Aux-pattern usage compiles without inferring an appropriate type

人盡茶涼 提交于 2021-02-04 19:20:27

问题


Consider the following simple example involving Aux-pattern:

sealed trait AdtBase

abstract case class Foo(){
  type T <: AdtBase
}

object Foo{
  type Aux[TT] = Foo { type T = TT }
}

abstract case class Bar(){
  type T <: AdtBase
  val foo: Foo.Aux[T]
}

object Bar {
  type Aux[TT] = Bar { type T = TT }

  def apply[TT <: AdtBase](f: Foo.Aux[TT]): Bar = new Bar() {
    override type T = TT
    override val foo: Foo.Aux[T] = f
  }
}

case class Baz(foo: Foo)

def testBaz(baz: Baz) = Bar(baz.foo) //Compiles fine
def testFoo(foo: Foo) = Bar(foo) //Error: Type mismatch

Scastie

I don't really understand why testBaz compiles. I expected type mismatch as well.


回答1:


It seems there is no deep reason for that.

Since when you specify type parameter explicitly both methods compile

def testBaz(baz: Baz) = Bar[baz.foo.T](baz.foo) //compiles
def testFoo(foo: Foo) = Bar[foo.T](foo)         //compiles

it seems in

def testBaz(baz: Baz) = Bar(baz.foo) //compiles
//def testFoo(foo: Foo) = Bar(foo)   //doesn't compile

in the first case the type baz.foo.T is inferred while in the second case the type foo.T is just not inferred

// found   : Foo
// required: Foo.Aux[this.T]

In Scala it's always possible that some type parameter will not be inferred and you'll have to specify it explicitly.


Maybe I found a possible reason.

The code

class testFoo2(foo: Foo) {
  // Bar(foo) // doesn't compile
}

doesn't compile but if you make foo a val

class testFoo2(val foo: Foo) {
  Bar(foo) // compiles
}

then it does. Probably the thing is that when foo is a val it's more "stable" and in such case it's "easier" to infer path-dependent type foo.T.

So the difference between testBaz and testFoo can be that Baz is a case class so foo is a val while in testFoo foo is just a method parameter and therefore less "stable".

Similarly , on contrary to

trait A[T]
def m[T](a: A[T]) = ???
m(??? : A[_]) // compiles

the code

trait A { type T } 
def m[_T](a: A { type T = _T}) = ??? 
m(??? : A) // doesn't compile

doesn't compile but if we extract a variable

val a: A = ???
m(a) // compiles

then it does. The thing is that now a is stable and type a.T can be inferred.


Required work » Transcribe every entry word for word, leaving out all images.

Dataset entries »
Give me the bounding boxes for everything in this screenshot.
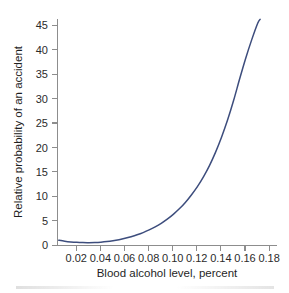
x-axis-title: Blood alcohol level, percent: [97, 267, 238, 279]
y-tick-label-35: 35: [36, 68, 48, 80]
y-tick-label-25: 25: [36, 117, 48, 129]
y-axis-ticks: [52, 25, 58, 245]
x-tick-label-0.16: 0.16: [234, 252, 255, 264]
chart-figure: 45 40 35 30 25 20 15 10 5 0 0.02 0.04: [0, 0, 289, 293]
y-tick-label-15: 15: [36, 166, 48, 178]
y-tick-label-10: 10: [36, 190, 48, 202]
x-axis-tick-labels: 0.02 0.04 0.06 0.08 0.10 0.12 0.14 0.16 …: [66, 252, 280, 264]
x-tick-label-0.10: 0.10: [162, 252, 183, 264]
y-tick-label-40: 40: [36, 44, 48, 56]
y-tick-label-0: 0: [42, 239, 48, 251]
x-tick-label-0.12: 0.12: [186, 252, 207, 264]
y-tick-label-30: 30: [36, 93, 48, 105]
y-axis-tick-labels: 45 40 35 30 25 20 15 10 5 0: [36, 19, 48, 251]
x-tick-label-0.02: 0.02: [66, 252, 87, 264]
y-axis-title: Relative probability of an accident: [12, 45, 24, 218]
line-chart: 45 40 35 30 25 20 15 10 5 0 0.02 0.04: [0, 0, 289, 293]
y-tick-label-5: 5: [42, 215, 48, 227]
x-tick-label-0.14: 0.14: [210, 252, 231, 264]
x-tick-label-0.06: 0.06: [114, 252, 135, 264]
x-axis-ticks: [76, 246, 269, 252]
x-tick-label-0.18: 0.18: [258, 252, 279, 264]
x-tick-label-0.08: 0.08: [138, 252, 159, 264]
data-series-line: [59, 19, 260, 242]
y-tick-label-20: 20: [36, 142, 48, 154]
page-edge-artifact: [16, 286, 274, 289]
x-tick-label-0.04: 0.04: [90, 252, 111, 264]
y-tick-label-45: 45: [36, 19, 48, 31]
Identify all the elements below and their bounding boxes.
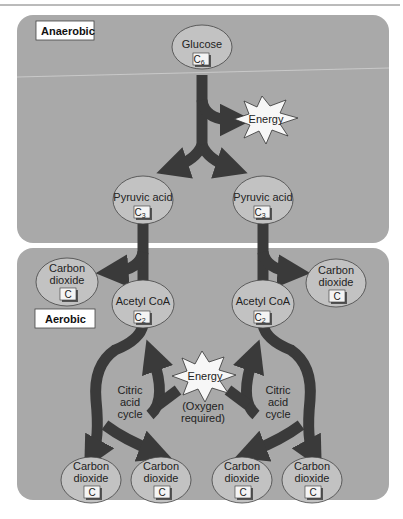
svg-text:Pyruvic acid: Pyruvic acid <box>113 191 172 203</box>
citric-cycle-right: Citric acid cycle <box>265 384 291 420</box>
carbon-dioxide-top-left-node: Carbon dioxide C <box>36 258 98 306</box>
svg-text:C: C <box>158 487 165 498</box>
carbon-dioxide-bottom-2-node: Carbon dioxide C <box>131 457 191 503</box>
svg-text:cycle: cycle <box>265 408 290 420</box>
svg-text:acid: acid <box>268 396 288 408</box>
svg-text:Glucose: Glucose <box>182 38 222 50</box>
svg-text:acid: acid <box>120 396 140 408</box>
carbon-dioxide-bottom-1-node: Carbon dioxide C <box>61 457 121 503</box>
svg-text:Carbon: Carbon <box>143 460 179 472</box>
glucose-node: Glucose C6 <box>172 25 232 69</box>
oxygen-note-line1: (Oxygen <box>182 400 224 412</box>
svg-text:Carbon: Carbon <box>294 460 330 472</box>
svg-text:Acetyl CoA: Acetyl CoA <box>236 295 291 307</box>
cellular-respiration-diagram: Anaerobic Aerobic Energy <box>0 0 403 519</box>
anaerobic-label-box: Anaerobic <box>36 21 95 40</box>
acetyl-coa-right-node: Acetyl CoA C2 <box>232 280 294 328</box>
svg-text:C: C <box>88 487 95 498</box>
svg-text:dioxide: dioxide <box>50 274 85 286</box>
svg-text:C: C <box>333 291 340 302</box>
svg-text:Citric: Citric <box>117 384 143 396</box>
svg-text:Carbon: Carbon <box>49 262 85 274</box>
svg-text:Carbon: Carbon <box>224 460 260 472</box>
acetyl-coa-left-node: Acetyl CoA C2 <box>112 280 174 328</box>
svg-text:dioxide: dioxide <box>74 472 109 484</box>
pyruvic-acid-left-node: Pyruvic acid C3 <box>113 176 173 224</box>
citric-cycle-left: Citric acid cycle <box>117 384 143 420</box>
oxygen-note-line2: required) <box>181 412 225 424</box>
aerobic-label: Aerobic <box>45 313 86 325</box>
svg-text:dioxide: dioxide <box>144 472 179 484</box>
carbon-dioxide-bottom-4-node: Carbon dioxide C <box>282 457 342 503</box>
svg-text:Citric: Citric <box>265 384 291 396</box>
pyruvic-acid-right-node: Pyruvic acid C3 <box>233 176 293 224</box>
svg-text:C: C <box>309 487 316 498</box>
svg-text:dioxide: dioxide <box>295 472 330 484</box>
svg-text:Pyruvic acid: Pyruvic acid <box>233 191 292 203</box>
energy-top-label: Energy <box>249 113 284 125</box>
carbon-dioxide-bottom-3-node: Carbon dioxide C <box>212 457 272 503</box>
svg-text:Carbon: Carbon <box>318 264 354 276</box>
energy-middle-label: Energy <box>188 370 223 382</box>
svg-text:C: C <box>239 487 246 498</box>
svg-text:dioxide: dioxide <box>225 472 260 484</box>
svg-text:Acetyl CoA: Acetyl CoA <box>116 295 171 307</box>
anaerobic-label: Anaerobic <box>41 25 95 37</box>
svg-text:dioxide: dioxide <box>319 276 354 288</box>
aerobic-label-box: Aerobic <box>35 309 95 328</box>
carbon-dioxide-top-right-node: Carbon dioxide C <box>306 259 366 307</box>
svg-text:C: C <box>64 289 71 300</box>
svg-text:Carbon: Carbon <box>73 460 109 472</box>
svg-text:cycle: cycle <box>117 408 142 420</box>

Answer to the problem »
Give me the bounding boxes for everything in this screenshot.
x-axis-title: Blood alcohol level, percent: [97, 267, 238, 279]
y-tick-label-35: 35: [36, 68, 48, 80]
y-tick-label-25: 25: [36, 117, 48, 129]
y-axis-ticks: [52, 25, 58, 245]
x-tick-label-0.16: 0.16: [234, 252, 255, 264]
chart-figure: 45 40 35 30 25 20 15 10 5 0 0.02 0.04: [0, 0, 289, 293]
y-tick-label-15: 15: [36, 166, 48, 178]
y-tick-label-10: 10: [36, 190, 48, 202]
x-axis-tick-labels: 0.02 0.04 0.06 0.08 0.10 0.12 0.14 0.16 …: [66, 252, 280, 264]
x-tick-label-0.10: 0.10: [162, 252, 183, 264]
y-tick-label-40: 40: [36, 44, 48, 56]
y-tick-label-0: 0: [42, 239, 48, 251]
x-tick-label-0.12: 0.12: [186, 252, 207, 264]
y-tick-label-30: 30: [36, 93, 48, 105]
y-axis-tick-labels: 45 40 35 30 25 20 15 10 5 0: [36, 19, 48, 251]
x-tick-label-0.02: 0.02: [66, 252, 87, 264]
y-axis-title: Relative probability of an accident: [12, 45, 24, 218]
line-chart: 45 40 35 30 25 20 15 10 5 0 0.02 0.04: [0, 0, 289, 293]
y-tick-label-5: 5: [42, 215, 48, 227]
x-tick-label-0.14: 0.14: [210, 252, 231, 264]
x-tick-label-0.06: 0.06: [114, 252, 135, 264]
x-axis-ticks: [76, 246, 269, 252]
x-tick-label-0.18: 0.18: [258, 252, 279, 264]
x-tick-label-0.08: 0.08: [138, 252, 159, 264]
data-series-line: [59, 19, 260, 242]
y-tick-label-20: 20: [36, 142, 48, 154]
page-edge-artifact: [16, 286, 274, 289]
x-tick-label-0.04: 0.04: [90, 252, 111, 264]
y-tick-label-45: 45: [36, 19, 48, 31]
Identify all the elements below and their bounding boxes.
svg-text:Pyruvic acid: Pyruvic acid <box>113 191 172 203</box>
citric-cycle-right: Citric acid cycle <box>265 384 291 420</box>
carbon-dioxide-top-left-node: Carbon dioxide C <box>36 258 98 306</box>
svg-text:C: C <box>158 487 165 498</box>
carbon-dioxide-bottom-2-node: Carbon dioxide C <box>131 457 191 503</box>
svg-text:cycle: cycle <box>265 408 290 420</box>
svg-text:acid: acid <box>268 396 288 408</box>
svg-text:Glucose: Glucose <box>182 38 222 50</box>
svg-text:acid: acid <box>120 396 140 408</box>
carbon-dioxide-bottom-1-node: Carbon dioxide C <box>61 457 121 503</box>
svg-text:Carbon: Carbon <box>143 460 179 472</box>
glucose-node: Glucose C6 <box>172 25 232 69</box>
oxygen-note-line1: (Oxygen <box>182 400 224 412</box>
svg-text:Carbon: Carbon <box>294 460 330 472</box>
svg-text:Acetyl CoA: Acetyl CoA <box>236 295 291 307</box>
cellular-respiration-diagram: Anaerobic Aerobic Energy <box>0 0 403 519</box>
anaerobic-label-box: Anaerobic <box>36 21 95 40</box>
acetyl-coa-right-node: Acetyl CoA C2 <box>232 280 294 328</box>
svg-text:C: C <box>88 487 95 498</box>
svg-text:dioxide: dioxide <box>50 274 85 286</box>
svg-text:C: C <box>333 291 340 302</box>
svg-text:Citric: Citric <box>117 384 143 396</box>
svg-text:Carbon: Carbon <box>49 262 85 274</box>
svg-text:Carbon: Carbon <box>224 460 260 472</box>
acetyl-coa-left-node: Acetyl CoA C2 <box>112 280 174 328</box>
svg-text:dioxide: dioxide <box>74 472 109 484</box>
pyruvic-acid-left-node: Pyruvic acid C3 <box>113 176 173 224</box>
citric-cycle-left: Citric acid cycle <box>117 384 143 420</box>
oxygen-note-line2: required) <box>181 412 225 424</box>
aerobic-label: Aerobic <box>45 313 86 325</box>
svg-text:dioxide: dioxide <box>144 472 179 484</box>
carbon-dioxide-bottom-4-node: Carbon dioxide C <box>282 457 342 503</box>
svg-text:Citric: Citric <box>265 384 291 396</box>
pyruvic-acid-right-node: Pyruvic acid C3 <box>233 176 293 224</box>
svg-text:C: C <box>309 487 316 498</box>
svg-text:dioxide: dioxide <box>295 472 330 484</box>
svg-text:Pyruvic acid: Pyruvic acid <box>233 191 292 203</box>
energy-top-label: Energy <box>249 113 284 125</box>
carbon-dioxide-bottom-3-node: Carbon dioxide C <box>212 457 272 503</box>
svg-text:Carbon: Carbon <box>318 264 354 276</box>
energy-middle-label: Energy <box>188 370 223 382</box>
svg-text:C: C <box>239 487 246 498</box>
svg-text:dioxide: dioxide <box>225 472 260 484</box>
svg-text:Acetyl CoA: Acetyl CoA <box>116 295 171 307</box>
anaerobic-label: Anaerobic <box>41 25 95 37</box>
svg-text:dioxide: dioxide <box>319 276 354 288</box>
aerobic-label-box: Aerobic <box>35 309 95 328</box>
carbon-dioxide-top-right-node: Carbon dioxide C <box>306 259 366 307</box>
svg-text:C: C <box>64 289 71 300</box>
svg-text:Carbon: Carbon <box>73 460 109 472</box>
svg-text:cycle: cycle <box>117 408 142 420</box>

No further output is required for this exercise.